Hyperrhiz 22
The RHIZ-cade: Ten Multimedia Projects on the Rhetoric of Pinball
Edited by Geoffrey V. Carter
Saginaw Valley State University
And by Robert Lestón
New York City College of Technology (CUNY)
Citation: Carter, Geoffrey V. and Robert Lestón. “The RHIZ-cade: Ten Multimedia Projects on the Rhetoric of Pinball.” Hyperrhiz: New Media Cultures, no. 22, 2020. doi:10.20415/hyp/022.s010
Abstract: This collection of webtexts showcases the historical, theoretical, and inventive possibilities of pinball culture. Originally published as the MLArcade in the now shuttered online journal Itineration in 2016, this updated collection curates work an unusual panel at the Modern Language Association in 2013. The present collection updates language and insights from these earlier iterations for Hyperrhiz’s archive.
Keywords: pinball culture, rhetoric, chora, allegory, play.
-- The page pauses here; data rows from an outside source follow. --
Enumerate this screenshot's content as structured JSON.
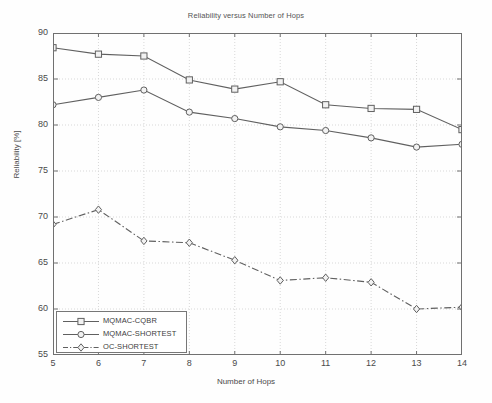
{
  "chart_data": {
    "type": "line",
    "title": "Reliability versus Number of Hops",
    "xlabel": "Number of Hops",
    "ylabel": "Reliability [%]",
    "xlim": [
      5,
      14
    ],
    "ylim": [
      55,
      90
    ],
    "xticks": [
      5,
      6,
      7,
      8,
      9,
      10,
      11,
      12,
      13,
      14
    ],
    "yticks": [
      55,
      60,
      65,
      70,
      75,
      80,
      85,
      90
    ],
    "grid": true,
    "legend_position": "lower-left",
    "x": [
      5,
      6,
      7,
      8,
      9,
      10,
      11,
      12,
      13,
      14
    ],
    "series": [
      {
        "name": "MQMAC-CQBR",
        "marker": "square",
        "linestyle": "solid",
        "color": "#606060",
        "values": [
          88.4,
          87.7,
          87.5,
          84.9,
          83.9,
          84.7,
          82.2,
          81.8,
          81.7,
          79.5
        ]
      },
      {
        "name": "MQMAC-SHORTEST",
        "marker": "circle",
        "linestyle": "solid",
        "color": "#606060",
        "values": [
          82.2,
          83.0,
          83.8,
          81.4,
          80.7,
          79.8,
          79.4,
          78.6,
          77.6,
          77.9
        ]
      },
      {
        "name": "OC-SHORTEST",
        "marker": "diamond",
        "linestyle": "dashdot",
        "color": "#606060",
        "values": [
          69.2,
          70.8,
          67.4,
          67.2,
          65.3,
          63.1,
          63.4,
          62.9,
          60.0,
          60.2
        ]
      }
    ]
  },
  "colors": {
    "axis": "#707070",
    "grid": "#d8d8d8",
    "line": "#606060",
    "marker_face": "#f2f2f2",
    "text": "#4a4a4a",
    "background": "#fefefe"
  }
}
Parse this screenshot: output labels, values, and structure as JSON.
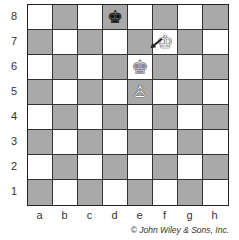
{
  "board": {
    "ranks": [
      "8",
      "7",
      "6",
      "5",
      "4",
      "3",
      "2",
      "1"
    ],
    "files": [
      "a",
      "b",
      "c",
      "d",
      "e",
      "f",
      "g",
      "h"
    ],
    "colors": {
      "light": "#ffffff",
      "dark": "#a9a9a9",
      "border": "#222222"
    },
    "pieces": [
      {
        "square": "d8",
        "type": "king",
        "color": "black",
        "glyph": "♚"
      },
      {
        "square": "f7",
        "type": "king",
        "color": "white",
        "glyph": "♔"
      },
      {
        "square": "e6",
        "type": "king",
        "color": "ghost",
        "glyph": "♚",
        "note": "previous position (faded)"
      },
      {
        "square": "e5",
        "type": "pawn",
        "color": "white",
        "glyph": "♙"
      }
    ],
    "arrow": {
      "from": "e6",
      "to": "f7"
    }
  },
  "copyright": "© John Wiley & Sons, Inc."
}
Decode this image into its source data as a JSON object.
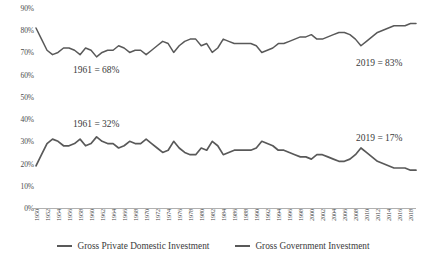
{
  "chart_data": {
    "type": "line",
    "title": "",
    "xlabel": "",
    "ylabel": "",
    "ylim": [
      0,
      90
    ],
    "ytick_step": 10,
    "ytick_labels": [
      "0%",
      "10%",
      "20%",
      "30%",
      "40%",
      "50%",
      "60%",
      "70%",
      "80%",
      "90%"
    ],
    "grid": false,
    "legend_position": "bottom-center",
    "xtick_labels": [
      "1950",
      "1952",
      "1954",
      "1956",
      "1958",
      "1960",
      "1962",
      "1964",
      "1966",
      "1968",
      "1970",
      "1972",
      "1974",
      "1976",
      "1978",
      "1980",
      "1982",
      "1984",
      "1986",
      "1988",
      "1990",
      "1992",
      "1994",
      "1996",
      "1998",
      "2000",
      "2002",
      "2004",
      "2006",
      "2008",
      "2010",
      "2012",
      "2014",
      "2016",
      "2018"
    ],
    "x": [
      1950,
      1951,
      1952,
      1953,
      1954,
      1955,
      1956,
      1957,
      1958,
      1959,
      1960,
      1961,
      1962,
      1963,
      1964,
      1965,
      1966,
      1967,
      1968,
      1969,
      1970,
      1971,
      1972,
      1973,
      1974,
      1975,
      1976,
      1977,
      1978,
      1979,
      1980,
      1981,
      1982,
      1983,
      1984,
      1985,
      1986,
      1987,
      1988,
      1989,
      1990,
      1991,
      1992,
      1993,
      1994,
      1995,
      1996,
      1997,
      1998,
      1999,
      2000,
      2001,
      2002,
      2003,
      2004,
      2005,
      2006,
      2007,
      2008,
      2009,
      2010,
      2011,
      2012,
      2013,
      2014,
      2015,
      2016,
      2017,
      2018,
      2019
    ],
    "series": [
      {
        "name": "Gross Private Domestic Investment",
        "color": "#595959",
        "values": [
          81,
          76,
          71,
          69,
          70,
          72,
          72,
          71,
          69,
          72,
          71,
          68,
          70,
          71,
          71,
          73,
          72,
          70,
          71,
          71,
          69,
          71,
          73,
          75,
          74,
          70,
          73,
          75,
          76,
          76,
          73,
          74,
          70,
          72,
          76,
          75,
          74,
          74,
          74,
          74,
          73,
          70,
          71,
          72,
          74,
          74,
          75,
          76,
          77,
          77,
          78,
          76,
          76,
          77,
          78,
          79,
          79,
          78,
          76,
          73,
          75,
          77,
          79,
          80,
          81,
          82,
          82,
          82,
          83,
          83
        ]
      },
      {
        "name": "Gross Government Investment",
        "color": "#595959",
        "values": [
          19,
          24,
          29,
          31,
          30,
          28,
          28,
          29,
          31,
          28,
          29,
          32,
          30,
          29,
          29,
          27,
          28,
          30,
          29,
          29,
          31,
          29,
          27,
          25,
          26,
          30,
          27,
          25,
          24,
          24,
          27,
          26,
          30,
          28,
          24,
          25,
          26,
          26,
          26,
          26,
          27,
          30,
          29,
          28,
          26,
          26,
          25,
          24,
          23,
          23,
          22,
          24,
          24,
          23,
          22,
          21,
          21,
          22,
          24,
          27,
          25,
          23,
          21,
          20,
          19,
          18,
          18,
          18,
          17,
          17
        ]
      }
    ],
    "annotations": [
      {
        "id": "private-1961",
        "text": "1961 = 68%"
      },
      {
        "id": "private-2019",
        "text": "2019 = 83%"
      },
      {
        "id": "govt-1961",
        "text": "1961 = 32%"
      },
      {
        "id": "govt-2019",
        "text": "2019 = 17%"
      }
    ]
  }
}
The MLArcade, as this collection was once called, brought together eight scholars to generate multimedia works on the rhetoric of pinball for the Modern Language Association in 2013. The panel was an unusual topic for a conference usually given over to the study of literature and poetry. There were a number of reasons why the collection was accepted in the first place, not the least of which was a celebrated collection of other multimedia projects at the same conference the previous year. What made the MLArcade distinctive was that it was centered on a specific cultural theme, and the open-ended nature of the pinball theme offered participants great latitude in their inventive processes. The collection was curated for a time on the now non-existent online journal, Itineration: Cross-Cultural Disciplinary Studies in Rhetoric, Media and Culture. For Hyperrhiz readers, all the videos, images, and discussions have been updated to suggest ways pinball culture might be remixed to suggest new historical, theoretical, and artistic understandings of this once ubiquitous game that is currently enjoying a popular resurgence.